Get the file associated with a dependency/partial's path
npm install filing-cabinetconst cabinet = require('filing-cabinet');
const result = cabinet({
partial: 'somePartialPath',
directory: 'path/to/all/files',
filename: 'path/to/parent/file',
ast: {}, // an optional AST representation of `filename`
// Only for JavaScript files
config: 'path/to/requirejs/config',
webpackConfig: 'path/to/webpack/config',
// Node modules entry resolution:
// - As an object: choose which package.json field to use as entry instead of "main"
nodeModulesConfig: {
entry: 'module'
},
// - Or as a function: fully custom package.json transformer (resolve's packageFilter)
// nodeModulesConfig: (pkg) => {
// // Example: prefer "module" and fallback to "main"
// pkg.main = pkg.module ?? pkg.main;
// return pkg;
// },
tsConfig: 'path/to/tsconfig.json', // or an object
tsConfigPath: 'path/to/tsconfig.json'
});
console.log(result); // /absolute/path/to/somePartialPathpartial: the dependency path- This could be in any of the registered languages
directory: the path to all filesfilename: the path to the file containing thepartialast: (optional) the parsed AST forfilename.- Useful optimization for avoiding a parse of filename
config: (optional) requirejs config for resolving aliased JavaScript moduleswebpackConfig: (optional) Webpack config for resolving aliased JavaScript modules.
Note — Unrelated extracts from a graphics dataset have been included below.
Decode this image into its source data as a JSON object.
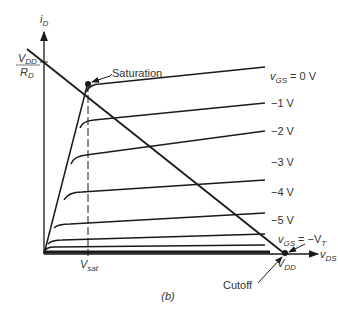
{
  "figure": {
    "caption": "(b)",
    "y_axis_label": "i",
    "y_axis_sub": "D",
    "x_axis_label": "v",
    "x_axis_sub": "DS",
    "y_intercept_num": "V",
    "y_intercept_num_sub": "DD",
    "y_intercept_den": "R",
    "y_intercept_den_sub": "D",
    "x_intercept": "V",
    "x_intercept_sub": "DD",
    "vsat": "V",
    "vsat_sub": "sat",
    "saturation_label": "Saturation",
    "cutoff_label": "Cutoff",
    "curves": [
      {
        "label_prefix": "v",
        "label_sub": "GS",
        "label_value": " = 0 V"
      },
      {
        "label_value": "−1 V"
      },
      {
        "label_value": "−2 V"
      },
      {
        "label_value": "−3 V"
      },
      {
        "label_value": "−4 V"
      },
      {
        "label_value": "−5 V"
      },
      {
        "label_prefix": "v",
        "label_sub": "GS",
        "label_value": " = −V",
        "label_value_sub": "T"
      }
    ],
    "colors": {
      "line": "#1a1a1a",
      "text": "#333333",
      "background": "#ffffff"
    }
  }
}
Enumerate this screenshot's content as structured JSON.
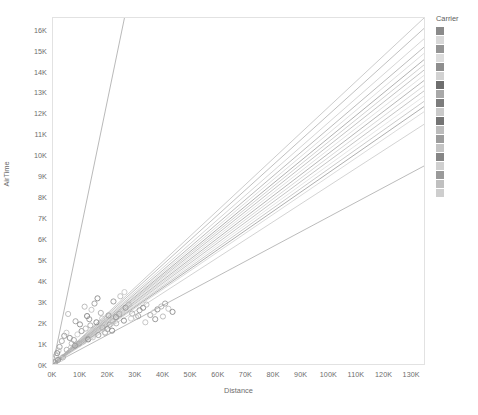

If exporting multiple configurations, the first configuration is used.nodeModulesConfig: (optional) configuration to choose the entry file when resolving packages fromnode_modules.- You can pass an object like
{ entry: 'module' }— in this case theentryfield replacesmainin the target package'spackage.json(for example, to select the ESM entry via themodulefield). - Or you can pass a function — a custom
packageFilterfrom theresolvepackage. The function receives thepackage.jsonobject (pkg), may mutate it (e.g., setpkg.main), and must return the object. This gives you full control over how the entry file is selected.
- You can pass an object like
tsConfig: (optional) path to a TypeScript configuration. Could also be an object representing a pre-parsed TypeScript config.tsConfigPath: (optional) A (virtual) path to TypeScript config file whentsConfigoption is given as an object, not a string. Needed to calculate Path Mapping. If not given whentsConfigis an object, Path Mapping is ignored. This is not need whentsConfigis given as string (path to the tsconfig file).noTypeDefinitions: (optional) For TypeScript files, whether to prefer*.jsover*.d.ts.
By default, filing-cabinet provides support for the following languages:
- JavaScript: CommonJS, AMD, ES6
- TypeScript
- CSS Preprocessors: Sass (
.scssand.sass), Stylus (.styl), and Less (.less) - Svelte
- Vue
You can register resolvers for new languages via cabinet.register(extension, resolver).
extension: the extension of the file that should use the custom resolver (ex: '.py', '.php')resolver: a function that accepts the following (ordered) arguments that were given to cabinet:partialfilenamedirectoryconfig
For examples of resolver implementations, take a look at the default language resolvers:
If a given extension does not have a registered resolver, cabinet will use
a generic file resolver which is basically require('path').join with a bit of extension defaulting logic.
Requires a global install with npm install -g filing-cabinet
filing-cabinet [options] <dependencyPath>See filing-cabinet --help for details on the options.